Consider building a Shopify-specific llms feed for richer AI discoverability. While llms.txt provides a static priority map, a dynamic feed can include real-time product data, inventory status, and pricing that retrieval-based AI systems can query for up-to-the-minute accuracy.
Execution Checklist
- • Include your store name, description, top 5-15 products, 3-8 key collections, and policy pages in llms.txt.
- • Host llms.txt using one of the three Shopify approaches: proxy page, theme template, or headless route.
- • Also serve at /.well-known/llms.txt as a secondary location.
- • Validate access: load the URL in incognito and confirm correct content and 200 status.
- • Verify robots.txt doesn't block the llms.txt path.
- • Check every product and collection link in llms.txt resolves correctly (no 404s, no redirects).
- • Update llms.txt when top products, collections, or policies change.
- • Verify Product schema on your product pages includes price, availability, currency, and reviews.
FAQ
Is llms.txt enough to make my Shopify store visible to ChatGPT?
No. llms.txt helps AI models understand and prioritize your store's content, but visibility also depends on crawler access (robots.txt and CDN rules), structured data quality (Product schema on product pages), and content depth (product descriptions with specific facts rather than generic marketing copy). llms.txt is one important piece of a multi-part optimization.
How often should I update my Shopify store's llms.txt?
Update whenever your top products, collections, or policies change.

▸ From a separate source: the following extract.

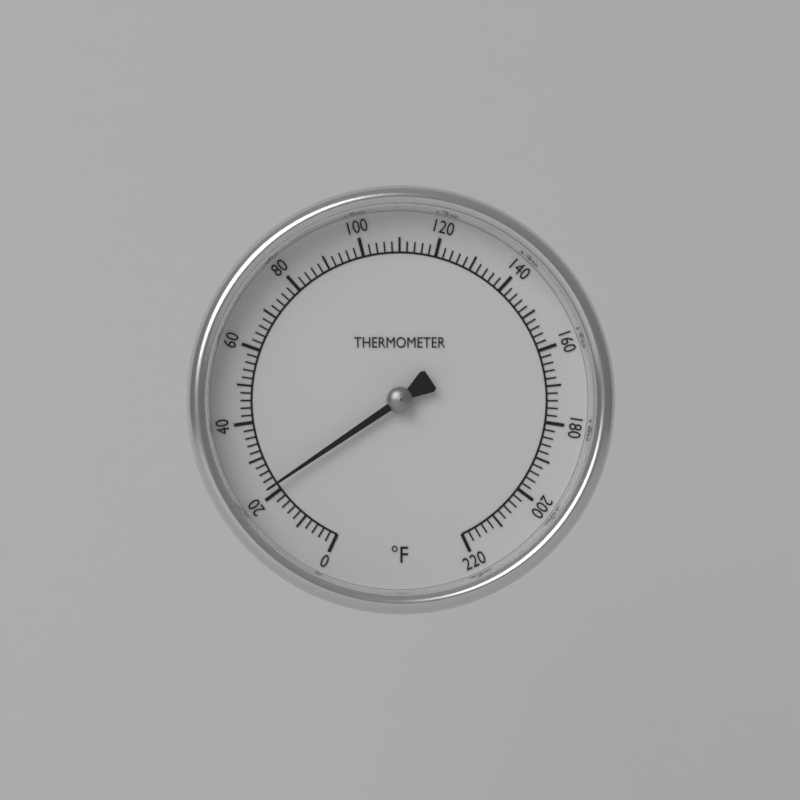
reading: 22 °F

For stores with seasonal catalogs, update at the start of each season. For stores that frequently launch new products, review monthly. At minimum, audit all links quarterly to catch any dead URLs from deleted or renamed products.
Does llms.txt work with Shopify headless (Hydrogen)?
Yes, and it's actually easier on headless Shopify. In a Hydrogen or custom storefront, you serve llms.txt as a static route in your frontend application — no proxy tricks or theme modifications needed. You can even generate it dynamically from your Shopify product data via the Storefront API.